Sometimes it takes a while for stuff to sink in. A comment to a letter by David McIntyre in the Voice a week or two ago concerning certain development trends along the eastern slope came burbling back to mind. The anonymous respondent pointed out, pretty much needlessly I thought, that Mr. McIntyre 'did not speak for us'. Fair enough – and big deal. I've never noticed that he pretended to do so. I've run into David from time to time at various civic functions, and have always found him to be thoughtful, sincere and forthright. And while it may gall certain locals that he speaks up, speaking up is what he feels compelled to do owing to his heartfelt beliefs and perceptions. And what are his perceptions? - primarily it would seem, according to his various public pronouncements, that there is a very clear and pressing distinction to be drawn between systematic and considered development in any region, and a rampant industrialization based upon urban imperatives and maximal exploitation of any available land base. Hardly a radical viewpoint – unless by radical is meant measured consideration on behalf of future users of the land in question.
OK – the next bit, and the stupidest. I've been an Albertan for eight years – have built up a farm here, grow food, pay taxes, buy fuel, vote, support my Co-op. The anonymous respondent(s) in question claim a hundred years on the block. Got me there. Our Blackfoot Sisters and Brothers sit on somewhere around seven thousand years – pretty much smokes the century club. So telling Mr. McIntyre to 'go back to where he came from' is not just a cheap shot – it opens up the neighbour who tosses that out there to the obvious rejoinder which I'm sure was spoken many, many, many times by our Aboriginal neighbours - “Boy, look at all these dead buffalo and barb-wire fences – sure wish those white people would go back to where they came from – all that fancy talk they talk – sure don't speak for us.”
I've got opinions too, and I'm not going anywhere. And I think McIntyre pretty much hits it on the head about Calgary (Toronto, Vancouver, Winnipeg) spewing out onto the land with scant regard for either good neighbourliness or good ecology, or good economics come to that. You just have to knock back your hat and give your head a damn good scratch to figure out exactly how long it's gonna take for the movers and shakers in this province to figure out that the economy derives directly and entirely from the living, physical environment – it's that simple – the planet is a closed system. Ipso fatso.
Honestly, it's like saying - “It's my God-given, legal, historical, goldarn birthright to get runned over by any corporate juggernaut, bulldozer monstrosity that happens my way – and I won't take no upstart outsider tellin' me no differnt – period!” No wonder there's rat droppings in the provincial larder.
Phil Burpee
Pincher Creek
Looking out at the projected picture following today's film studio announcement
Bravo! As another one of those "outsiders," I couldn't have said it better myself.
ReplyDeleteIn a democracy every person has a right, and indeed responsibility, to speak. When this stops, so does the dream.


▶ **PROBLEM TO SOLVE**: Find all lines in the records that include the word "whilst", and copy them out.

Figure dataset records
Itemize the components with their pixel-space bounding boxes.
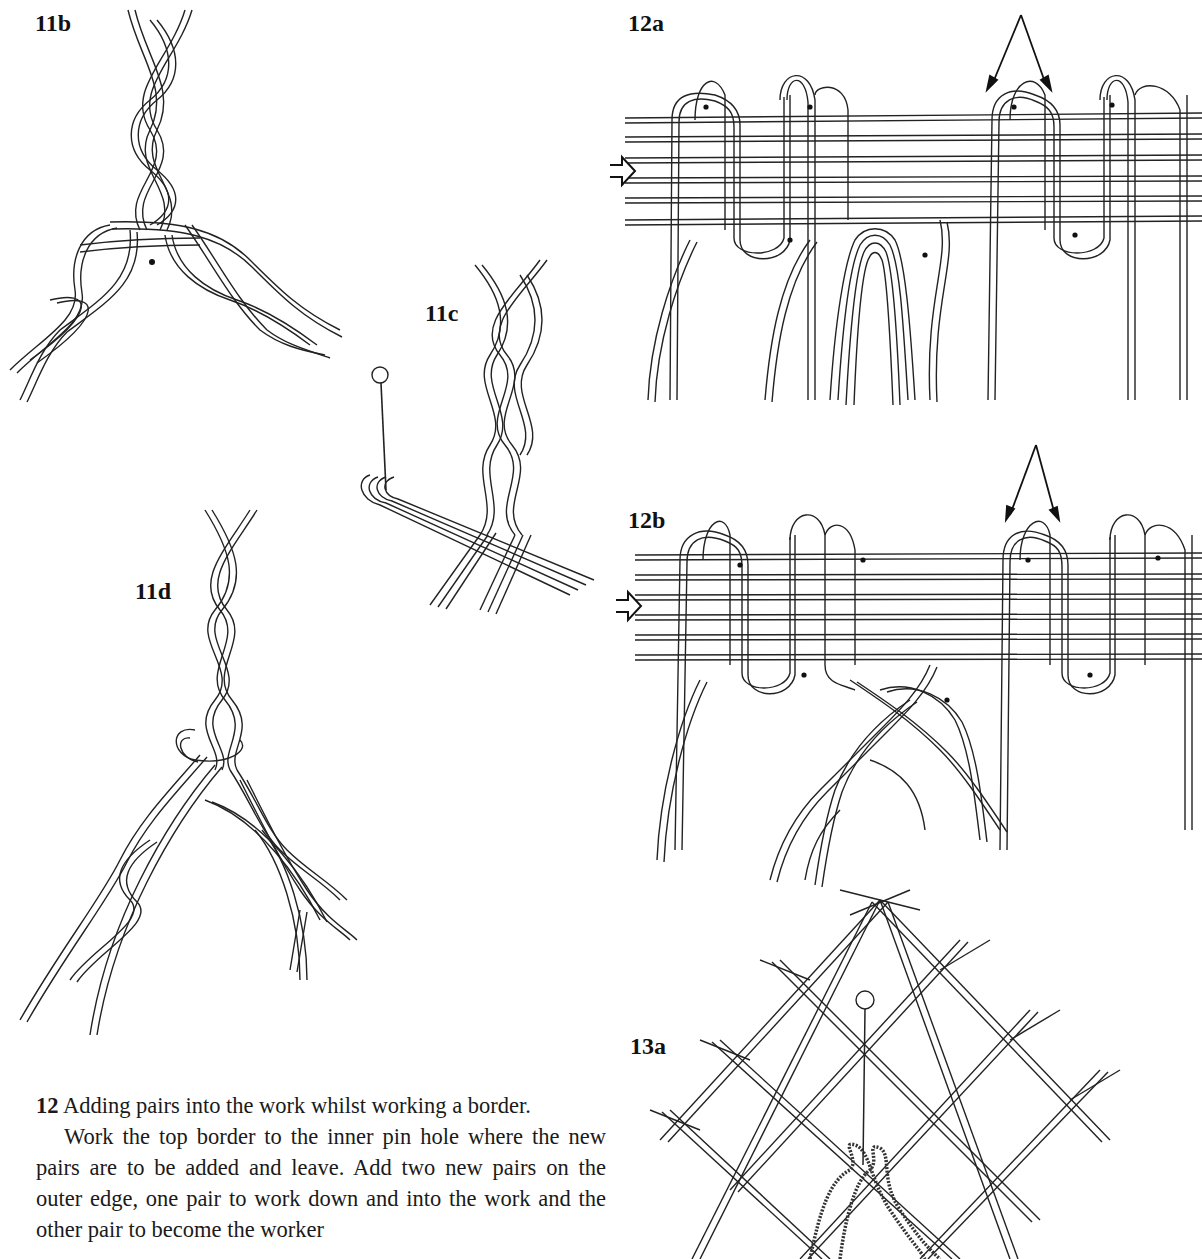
pin-head-icon: [372, 367, 388, 383]
pin-shaft: [381, 383, 386, 490]
border-adding-pairs-illustration-b: [580, 430, 1202, 890]
figure-11b: [0, 0, 360, 420]
twisted-ground-illustration: [580, 880, 1202, 1259]
border-loops: [670, 76, 1187, 400]
border-adding-pairs-illustration-a: [580, 0, 1202, 420]
plait-under-border: [770, 665, 1007, 887]
passive-threads: [625, 113, 1202, 225]
left-strands: [648, 240, 697, 402]
caption-title: Adding pairs into the work whilst workin…: [63, 1093, 531, 1118]
figure-12b: [580, 430, 1202, 890]
figure-12a: [580, 0, 1202, 420]
pin-shaft: [863, 1009, 865, 1165]
plait-split-illustration: [0, 0, 360, 420]
figure-caption: 12 Adding pairs into the work whilst wor…: [36, 1090, 606, 1245]
worker-pair-threads: [810, 1144, 940, 1259]
pin-head-icon: [856, 991, 874, 1009]
direction-arrow-icon: [616, 592, 641, 620]
plait-divide-illustration: [0, 500, 440, 1040]
pin-hole-dot: [149, 259, 155, 265]
direction-arrow-icon: [610, 157, 635, 185]
figure-11d: [0, 500, 440, 1040]
arrow-pointers: [1006, 445, 1059, 520]
caption-body: Work the top border to the inner pin hol…: [36, 1121, 606, 1245]
caption-number: 12: [36, 1093, 59, 1118]
added-pairs: [765, 220, 949, 405]
caption-heading: 12 Adding pairs into the work whilst wor…: [36, 1090, 606, 1121]
figure-13a: [580, 880, 1202, 1259]
arrow-pointers: [987, 15, 1051, 90]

▶ **ANSWER SPACE**:
caption-title: Adding pairs into the work whilst workin…: [63, 1093, 531, 1118]
figure-caption: 12 Adding pairs into the work whilst wor…: [36, 1090, 606, 1245]
caption-heading: 12 Adding pairs into the work whilst wor…: [36, 1090, 606, 1121]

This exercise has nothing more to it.